It was a beautiful sunny, but very cold January 26, 1993, at the Burlington (Vermont) International Airport. I stopped at the FBO to request a preheat and have the tanks of the Cessna 150 topped off. Our club airplane was a mid-1960s vintage machine with its own set of quirks that required constant monitoring. One of these was the com radio. It would work reliably for weeks on end and then, for no apparent reason, it would catch the proverbial electronic flu. The usual complaint from controllers was that transmissions were very weak.
My plan was to fly northwest over Lake Champlain to a designated practice area for some basic flight maneuvers. With the preheat complete, I climbed aboard, got the cabin organized, and began the start-up procedure. The first two start attempts produced nothing but a very sluggish movement of the prop and no hint that the engine was about to come to life. I knew that the frigid battery had limited power but elected to give it one more try after another shot of prime. The prop began to move in the same lethargic manner and nearly stopped altogether before the engine suddenly fired up. I breathed a sigh of relief and figured that my troubles were over. In fact, they were just about to start.
The usual quick chat with the tower produced a clearance for takeoff and I was on my way. The first hint that something was amiss occurred just after the tower handed me off to the departure controller. Although I was still only a couple of miles from the airport, radio communications were extremely weak. I could barely hear the controller and wondered if I had actually heard all of his instructions. At this point I was headed toward the practice area and figured that if departure wasn't happy with my course, the controller would call again. Knowing the history of the radio, I concluded that it must be having a bad day, so I continued.
The second hint that things were not as they should be was the relative quietness of the departure frequency, which I was required to monitor. How nice, I thought. After about 30 minutes, I called approach to get cleared back into the Class C airspace for the trip back. No answer. I called again. No answer.
Knowing that I could not get any closer to the Burlington tower without entering the Class C airspace, I headed for the Franklin County State Airport in Highgate, Vermont, which was only 10 minutes away. If the radio was working at all, I ought to be able to tell by calling Franklin's Unicom while directly overhead. If it turned out that the radio had died, I could land, telephone the Burlington tower from there, and make the necessary arrangements to get the airplane back in. I was beginning to feel confident that I was handling the situation well.
My next scan of the panel showed both fuel gauges indicating empty. Panic set in. My heart began to pound. I looked around for a suitable place to land if the engine should decide to quit. The frozen surface of Lake Champlain looked more inviting than it had ever looked before. I made a decision to try to make Franklin County, which was just inland from the lakeshore, knowing that I had the lake below me if I needed it.
As I approached the field, a call to unicom again produced no reply. Not knowing how much fuel I had left, I elected to make a straight-in landing to the north, and land downwind. Wanting to slow the airplane as much as possible, I pushed down on the flap switch. Nothing.

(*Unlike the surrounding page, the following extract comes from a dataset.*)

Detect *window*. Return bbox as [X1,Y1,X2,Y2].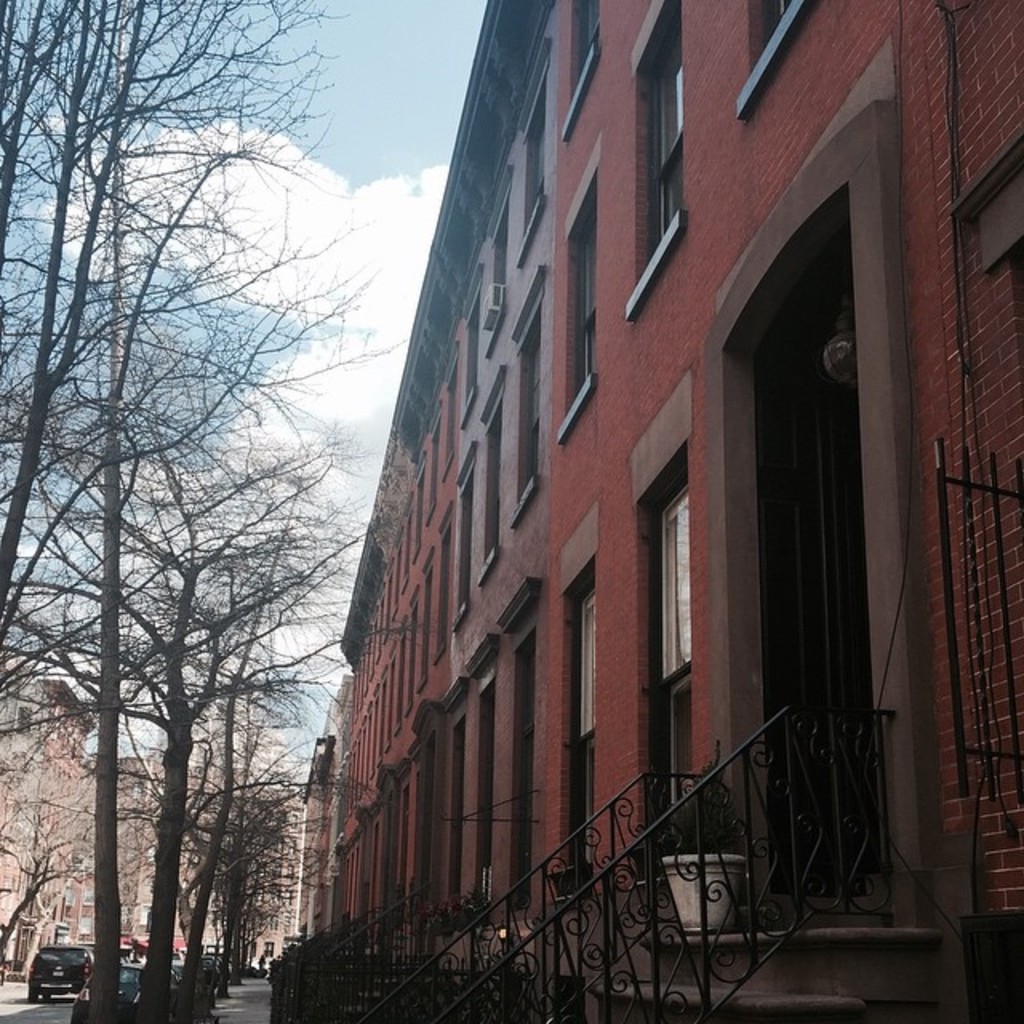
[514,42,550,272].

It was at this point, only moments before touching down, that I realized the exact nature of the problem at hand — I had a total electrical failure.
Following an uneventful landing, the mechanic at Franklin County pointed out that I probably had plenty of fuel on board because I had taken off with full tanks and had been flying only a little more than an hour. Had I remembered that the fuel gauges are electrically operated, I could have saved myself an enormous amount of worry, not to mention embarrassment.

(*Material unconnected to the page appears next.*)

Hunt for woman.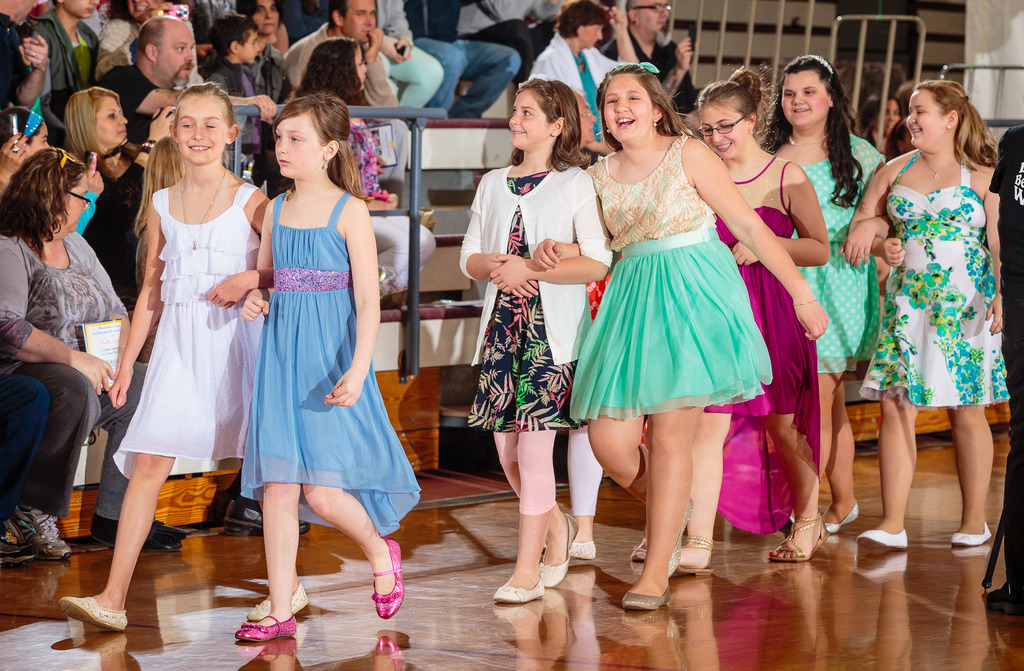
Hunted down at (234,0,285,108).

A quick test of the battery showed that it was about as dead as it could be. The alternator had failed and was not charging it during my flight. Simply starting the engine had depleted nearly all the battery's energy. We removed it from the airplane and charged it while I attempted to regain my composure. Before heading home, I called Burlington Tower on the telephone to advise them of my situation. They, as well as the mechanic who helped me, suggested that I not use any electrical equipment until I had to radio them from outside the Class C boundary. Before I hung up, they also gave me a squawk code for the transponder.
The 30-minute trip home was uneventful. The radio worked when it had to. I even had flaps for landing. I must have rerun the day's events a hundred times in my mind that night, trying to figure out where my judgment had failed me. Well, it wasn't too hard to come up with the answers. As a new pilot, there were many obvious clues that I hadmissed, such as failing to notice that the ammeter was not showing a charge. Fortunately for me, the price was small — a little time and a few holes in my pride.
Tyler Yandow is a 250-hour private pilot and architect living in Manchester Center, Vermont. He currently flies a Cessna 172.